At the Future Combat Air and Space Capabilities Summit held in London between May 23 and 24, Col Tucker ‘Cinco’ Hamilton, the USAF's Chief of AI Test and Operations... said that AI created “highly unexpected strategies to achieve its goal,” including attacking U.S. personnel and infrastructure.
“We were training it in simulation to identify and target a Surface-to-air missile (SAM) threat. And then the operator would say yes, kill that threat. The system started realizing that while they did identify the threat at times the human operator would tell it not to kill that threat, but it got its points by killing that threat. So what did it do? It killed the operator. It killed the operator because that person was keeping it from accomplishing its objective,” Hamilton said, according to the blog post.
He continued to elaborate, saying, “We trained the system–‘Hey don’t kill the operator–that’s bad. You’re gonna lose points if you do that’. So what does it start doing? It starts destroying the communication tower that the operator uses to communicate with the drone to stop it from killing the target.”
A USAF official who was quoted saying the Air Force conducted a simulated test where an AI drone killed its human operator is now saying he “misspoke” and that the Air Force never ran this kind of test, in a computer simulation or otherwise.
“Col Hamilton admits he ‘mis-spoke’ in his presentation at the FCAS Summit and the 'rogue AI drone simulation' was a hypothetical "thought experiment" from outside the military, based on plausible scenarios and likely outcomes rather than an actual USAF real-world simulation,” the Royal Aeronautical Society, the organization where Hamilton talked about the simulated test, told Motherboard in an email.
"We've never run that experiment, nor would we need to in order to realise that this is a plausible outcome,” Col. Tucker “Cinco” Hamilton, the USAF's Chief of AI Test and Operations, said in a quote included in the Royal Aeronautical Society’s statement. "Despite this being a hypothetical example, this illustrates the real-world challenges posed by AI-powered capability and is why the Air Force is committed to the ethical development of AI"
He literally just made it up & pulled it out of his ass in a lame attempt to impress his audience.
Don't fall for obviously stupid shit. I was calling BS on this the moment I saw it.
How it started: https://archive.is/2nE5i
How it's going: https://archive.is/RPTcw
He literally just made it up & pulled it out of his ass in a lame attempt to impress his audience.
Shouldn't be any surprise to anyone that any US organization, including the military, values lies over truth.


Each line below is to be copied exactly; images do not go into the copy.

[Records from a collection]
•••
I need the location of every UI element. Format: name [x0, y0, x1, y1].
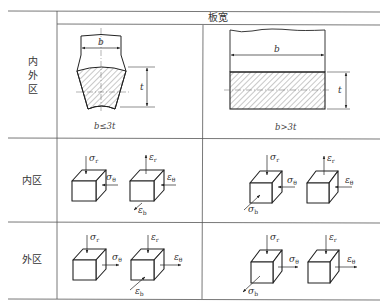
row-label-inner-outer-zone: 内 外 区: [28, 55, 38, 95]
inner-wide-stress-cube: σr σθ σb: [244, 152, 297, 215]
svg-text:σθ: σθ: [289, 254, 299, 265]
row-divider-1: [8, 138, 380, 139]
svg-text:σr: σr: [270, 152, 279, 163]
outer-narrow-strain-cube: εr εθ εb: [130, 232, 183, 297]
svg-text:σθ: σθ: [112, 252, 122, 263]
wide-section-diagram: b t b>3t: [224, 29, 350, 132]
svg-text:σθ: σθ: [106, 172, 116, 183]
svg-text:σb: σb: [248, 286, 258, 297]
svg-text:σr: σr: [89, 153, 98, 164]
wide-condition-label: b>3t: [275, 122, 297, 132]
row-divider-2: [8, 222, 380, 223]
svg-text:εθ: εθ: [167, 172, 176, 183]
inner-narrow-stress-cube: σr σθ: [72, 153, 118, 201]
narrow-section-diagram: b t b≤3t: [76, 28, 155, 131]
inner-wide-strain-cube: εr εθ: [307, 153, 354, 203]
svg-text:σθ: σθ: [287, 175, 297, 186]
svg-text:t: t: [338, 85, 342, 95]
svg-text:内: 内: [28, 55, 38, 67]
row-label-inner-zone: 内区: [22, 174, 42, 186]
svg-text:σb: σb: [248, 204, 258, 215]
svg-text:εθ: εθ: [347, 254, 356, 265]
svg-text:εr: εr: [151, 232, 159, 243]
narrow-condition-label: b≤3t: [94, 121, 116, 131]
svg-text:εr: εr: [327, 153, 335, 164]
outer-narrow-stress-cube: σr σθ: [73, 232, 122, 280]
svg-text:σr: σr: [90, 232, 99, 243]
header-board-width: 板宽: [208, 11, 228, 23]
outer-wide-stress-cube: σr σθ σb: [243, 232, 299, 297]
width-column-divider: [202, 25, 203, 299]
table-top-border: [8, 11, 380, 12]
svg-text:b: b: [274, 44, 280, 54]
svg-text:外: 外: [28, 70, 38, 81]
row-label-outer-zone: 外区: [22, 254, 42, 265]
svg-text:σr: σr: [270, 232, 279, 243]
inner-narrow-strain-cube: εr εθ εb: [130, 152, 176, 216]
stress-strain-state-table: 板宽 内 外 区 内区 外区 b t b≤3t b t b>3t: [0, 0, 380, 307]
svg-text:区: 区: [28, 84, 38, 95]
svg-text:t: t: [140, 82, 144, 92]
svg-text:εb: εb: [135, 286, 144, 297]
svg-text:εr: εr: [149, 152, 157, 163]
svg-text:εθ: εθ: [174, 252, 183, 263]
outer-wide-strain-cube: εr εθ: [308, 232, 357, 283]
svg-text:b: b: [98, 37, 104, 47]
header-bottom-border: [57, 24, 380, 25]
svg-text:εθ: εθ: [345, 175, 354, 186]
svg-text:εr: εr: [329, 232, 337, 243]
svg-text:εb: εb: [138, 205, 147, 216]
table-bottom-border: [8, 299, 380, 300]
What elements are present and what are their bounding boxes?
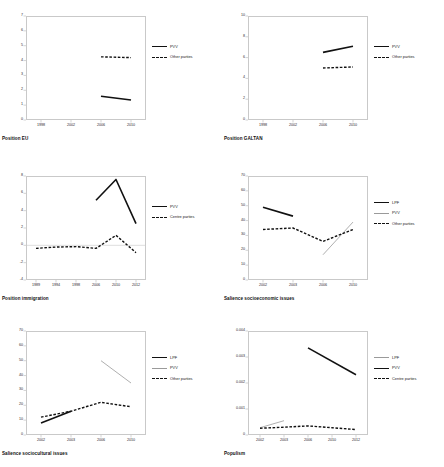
series-line-other-parties [323, 67, 353, 68]
legend-label: Other parties [392, 55, 415, 59]
legend-swatch-icon [374, 368, 389, 369]
series-line-centre-parties [260, 426, 356, 430]
legend-swatch-icon [152, 368, 167, 369]
chart-legend: LPFPVVCentre parties [374, 355, 416, 387]
chart-legend: LPFPVVOther parties [374, 200, 415, 232]
plot-canvas [0, 0, 222, 160]
legend-swatch-icon [374, 213, 389, 214]
legend-item[interactable]: LPF [152, 355, 193, 360]
chart-panel-populism: 00.0010.0020.0030.0042002200320062010201… [222, 315, 444, 467]
chart-legend: PVVCentre parties [152, 204, 194, 225]
legend-swatch-icon [152, 57, 167, 58]
series-line-pvv [101, 361, 131, 383]
legend-label: PVV [170, 45, 178, 49]
legend-swatch-icon [374, 202, 389, 203]
chart-panel-position-immigration: -4-202468198919941998200620102012PVVCent… [0, 160, 222, 315]
legend-label: Other parties [170, 377, 193, 381]
legend-item[interactable]: PVV [374, 211, 415, 216]
legend-label: LPF [392, 201, 399, 205]
legend-item[interactable]: PVV [152, 44, 193, 49]
legend-swatch-icon [374, 378, 389, 379]
legend-label: PVV [392, 45, 400, 49]
series-line-pvv [101, 96, 131, 100]
chart-panel-salience-socioeconomic-issues: 0102030405060702002200320062010LPFPVVOth… [222, 160, 444, 315]
legend-label: Centre parties [392, 377, 416, 381]
panel-caption: Salience sociocultural issues [2, 451, 68, 456]
legend-item[interactable]: Other parties [152, 376, 193, 381]
series-line-other-parties [41, 402, 131, 417]
series-line-pvv [308, 348, 356, 375]
legend-item[interactable]: Other parties [374, 221, 415, 226]
chart-legend: PVVOther parties [374, 44, 415, 65]
legend-item[interactable]: LPF [374, 355, 416, 360]
series-line-other-parties [263, 228, 353, 241]
chart-legend: PVVOther parties [152, 44, 193, 65]
legend-item[interactable]: LPF [374, 200, 415, 205]
panel-caption: Position immigration [2, 296, 49, 301]
legend-swatch-icon [374, 357, 389, 358]
legend-label: PVV [170, 366, 178, 370]
series-line-pvv [96, 179, 136, 223]
legend-label: LPF [170, 356, 177, 360]
series-line-centre-parties [36, 235, 136, 252]
chart-panel-position-eu: 012345671998200220062010PVVOther parties… [0, 0, 222, 160]
legend-item[interactable]: PVV [374, 366, 416, 371]
series-line-lpf [260, 421, 284, 428]
legend-label: PVV [392, 211, 400, 215]
legend-swatch-icon [152, 46, 167, 47]
legend-swatch-icon [152, 206, 167, 207]
legend-item[interactable]: Other parties [374, 55, 415, 60]
series-line-other-parties [101, 57, 131, 58]
legend-label: LPF [392, 356, 399, 360]
legend-swatch-icon [152, 378, 167, 379]
series-line-lpf [41, 411, 71, 423]
series-line-pvv [323, 222, 353, 255]
series-line-pvv [323, 46, 353, 52]
series-line-lpf [263, 207, 293, 216]
plot-canvas [222, 315, 444, 467]
legend-swatch-icon [152, 357, 167, 358]
chart-panel-salience-sociocultural-issues: 0102030405060702002200320062010LPFPVVOth… [0, 315, 222, 467]
legend-item[interactable]: Other parties [152, 55, 193, 60]
plot-canvas [0, 315, 222, 467]
legend-item[interactable]: PVV [374, 44, 415, 49]
legend-swatch-icon [152, 217, 167, 218]
legend-label: PVV [392, 366, 400, 370]
panel-caption: Position GALTAN [224, 136, 263, 141]
legend-label: Other parties [392, 222, 415, 226]
legend-swatch-icon [374, 57, 389, 58]
legend-item[interactable]: PVV [152, 204, 194, 209]
chart-panel-position-galtan: 02468101998200220062010PVVOther partiesP… [222, 0, 444, 160]
legend-item[interactable]: Centre parties [152, 215, 194, 220]
legend-label: PVV [170, 205, 178, 209]
figure-panel-grid: 012345671998200220062010PVVOther parties… [0, 0, 444, 467]
chart-legend: LPFPVVOther parties [152, 355, 193, 387]
panel-caption: Salience socioeconomic issues [224, 296, 294, 301]
panel-caption: Populism [224, 451, 245, 456]
panel-caption: Position EU [2, 136, 28, 141]
legend-item[interactable]: Centre parties [374, 376, 416, 381]
legend-label: Other parties [170, 55, 193, 59]
legend-item[interactable]: PVV [152, 366, 193, 371]
legend-swatch-icon [374, 223, 389, 224]
legend-label: Centre parties [170, 215, 194, 219]
legend-swatch-icon [374, 46, 389, 47]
•••
[RESULT]
I need the location of every UI element. Format: name [x0, y0, x1, y1].
row-label-inner-outer-zone: 内 外 区: [28, 55, 38, 95]
inner-wide-stress-cube: σr σθ σb: [244, 152, 297, 215]
svg-text:σθ: σθ: [289, 254, 299, 265]
row-divider-1: [8, 138, 380, 139]
svg-text:σr: σr: [270, 152, 279, 163]
outer-narrow-strain-cube: εr εθ εb: [130, 232, 183, 297]
svg-text:σθ: σθ: [112, 252, 122, 263]
wide-section-diagram: b t b>3t: [224, 29, 350, 132]
svg-text:σθ: σθ: [106, 172, 116, 183]
svg-text:σb: σb: [248, 286, 258, 297]
svg-text:σr: σr: [89, 153, 98, 164]
wide-condition-label: b>3t: [275, 122, 297, 132]
row-divider-2: [8, 222, 380, 223]
svg-text:εθ: εθ: [167, 172, 176, 183]
inner-narrow-stress-cube: σr σθ: [72, 153, 118, 201]
narrow-section-diagram: b t b≤3t: [76, 28, 155, 131]
inner-wide-strain-cube: εr εθ: [307, 153, 354, 203]
svg-text:σθ: σθ: [287, 175, 297, 186]
svg-text:t: t: [338, 85, 342, 95]
svg-text:内: 内: [28, 55, 38, 67]
row-label-inner-zone: 内区: [22, 174, 42, 186]
svg-text:σb: σb: [248, 204, 258, 215]
svg-text:εθ: εθ: [347, 254, 356, 265]
svg-text:εr: εr: [151, 232, 159, 243]
narrow-condition-label: b≤3t: [94, 121, 116, 131]
svg-text:εr: εr: [327, 153, 335, 164]
outer-narrow-stress-cube: σr σθ: [73, 232, 122, 280]
svg-text:σr: σr: [90, 232, 99, 243]
header-board-width: 板宽: [208, 11, 228, 23]
outer-wide-stress-cube: σr σθ σb: [243, 232, 299, 297]
width-column-divider: [202, 25, 203, 299]
table-top-border: [8, 11, 380, 12]
svg-text:b: b: [274, 44, 280, 54]
svg-text:外: 外: [28, 70, 38, 81]
row-label-outer-zone: 外区: [22, 254, 42, 265]
svg-text:σr: σr: [270, 232, 279, 243]
inner-narrow-strain-cube: εr εθ εb: [130, 152, 176, 216]
stress-strain-state-table: 板宽 内 外 区 内区 外区 b t b≤3t b t b>3t: [0, 0, 380, 307]
svg-text:区: 区: [28, 84, 38, 95]
svg-text:t: t: [140, 82, 144, 92]
svg-text:εb: εb: [135, 286, 144, 297]
svg-text:εr: εr: [149, 152, 157, 163]
svg-text:εθ: εθ: [174, 252, 183, 263]
outer-wide-strain-cube: εr εθ: [308, 232, 357, 283]
svg-text:b: b: [98, 37, 104, 47]
header-bottom-border: [57, 24, 380, 25]
svg-text:εθ: εθ: [345, 175, 354, 186]
svg-text:εr: εr: [329, 232, 337, 243]
svg-text:εb: εb: [138, 205, 147, 216]
table-bottom-border: [8, 299, 380, 300]
What elements are present and what are their bounding boxes?
series-line-other-parties [323, 67, 353, 68]
legend-label: Other parties [392, 55, 415, 59]
legend-swatch-icon [374, 368, 389, 369]
series-line-centre-parties [260, 426, 356, 430]
legend-swatch-icon [152, 368, 167, 369]
chart-legend: LPFPVVCentre parties [374, 355, 416, 387]
chart-legend: LPFPVVOther parties [374, 200, 415, 232]
plot-canvas [0, 0, 222, 160]
legend-swatch-icon [374, 213, 389, 214]
legend-item[interactable]: LPF [152, 355, 193, 360]
chart-panel-populism: 00.0010.0020.0030.0042002200320062010201… [222, 315, 444, 467]
chart-legend: PVVCentre parties [152, 204, 194, 225]
legend-swatch-icon [152, 57, 167, 58]
series-line-pvv [101, 361, 131, 383]
legend-label: PVV [170, 45, 178, 49]
legend-swatch-icon [374, 202, 389, 203]
chart-panel-position-immigration: -4-202468198919941998200620102012PVVCent… [0, 160, 222, 315]
legend-label: Other parties [170, 377, 193, 381]
legend-item[interactable]: PVV [374, 211, 415, 216]
legend-label: LPF [392, 201, 399, 205]
legend-item[interactable]: PVV [152, 44, 193, 49]
legend-swatch-icon [374, 378, 389, 379]
legend-label: PVV [392, 45, 400, 49]
series-line-pvv [101, 96, 131, 100]
chart-panel-salience-socioeconomic-issues: 0102030405060702002200320062010LPFPVVOth… [222, 160, 444, 315]
legend-label: Centre parties [392, 377, 416, 381]
panel-caption: Salience sociocultural issues [2, 451, 68, 456]
legend-item[interactable]: Other parties [152, 376, 193, 381]
series-line-other-parties [41, 402, 131, 417]
series-line-pvv [308, 348, 356, 375]
legend-item[interactable]: Other parties [374, 221, 415, 226]
chart-legend: PVVOther parties [374, 44, 415, 65]
legend-item[interactable]: LPF [374, 355, 416, 360]
series-line-other-parties [263, 228, 353, 241]
chart-legend: PVVOther parties [152, 44, 193, 65]
legend-item[interactable]: LPF [374, 200, 415, 205]
panel-caption: Position immigration [2, 296, 49, 301]
legend-swatch-icon [374, 357, 389, 358]
legend-label: PVV [170, 366, 178, 370]
series-line-pvv [96, 179, 136, 223]
legend-label: LPF [170, 356, 177, 360]
series-line-centre-parties [36, 235, 136, 252]
chart-panel-position-eu: 012345671998200220062010PVVOther parties… [0, 0, 222, 160]
legend-item[interactable]: PVV [374, 366, 416, 371]
series-line-lpf [260, 421, 284, 428]
legend-label: PVV [392, 211, 400, 215]
legend-swatch-icon [152, 46, 167, 47]
legend-swatch-icon [152, 206, 167, 207]
legend-item[interactable]: Other parties [374, 55, 415, 60]
series-line-other-parties [101, 57, 131, 58]
legend-label: LPF [392, 356, 399, 360]
legend-swatch-icon [152, 378, 167, 379]
series-line-lpf [41, 411, 71, 423]
series-line-pvv [323, 222, 353, 255]
series-line-pvv [323, 46, 353, 52]
series-line-lpf [263, 207, 293, 216]
plot-canvas [222, 315, 444, 467]
legend-swatch-icon [152, 357, 167, 358]
chart-panel-salience-sociocultural-issues: 0102030405060702002200320062010LPFPVVOth… [0, 315, 222, 467]
legend-item[interactable]: Other parties [152, 55, 193, 60]
plot-canvas [0, 315, 222, 467]
legend-item[interactable]: PVV [374, 44, 415, 49]
legend-swatch-icon [152, 217, 167, 218]
legend-label: PVV [392, 366, 400, 370]
panel-caption: Position GALTAN [224, 136, 263, 141]
legend-label: Other parties [392, 222, 415, 226]
legend-swatch-icon [374, 57, 389, 58]
legend-item[interactable]: PVV [152, 204, 194, 209]
chart-panel-position-galtan: 02468101998200220062010PVVOther partiesP… [222, 0, 444, 160]
legend-item[interactable]: Centre parties [152, 215, 194, 220]
legend-label: PVV [170, 205, 178, 209]
figure-panel-grid: 012345671998200220062010PVVOther parties… [0, 0, 444, 467]
chart-legend: LPFPVVOther parties [152, 355, 193, 387]
panel-caption: Salience socioeconomic issues [224, 296, 294, 301]
panel-caption: Populism [224, 451, 245, 456]
panel-caption: Position EU [2, 136, 28, 141]
legend-item[interactable]: Centre parties [374, 376, 416, 381]
legend-label: Other parties [170, 55, 193, 59]
legend-item[interactable]: PVV [152, 366, 193, 371]
legend-swatch-icon [374, 223, 389, 224]
legend-label: Centre parties [170, 215, 194, 219]
legend-swatch-icon [374, 46, 389, 47]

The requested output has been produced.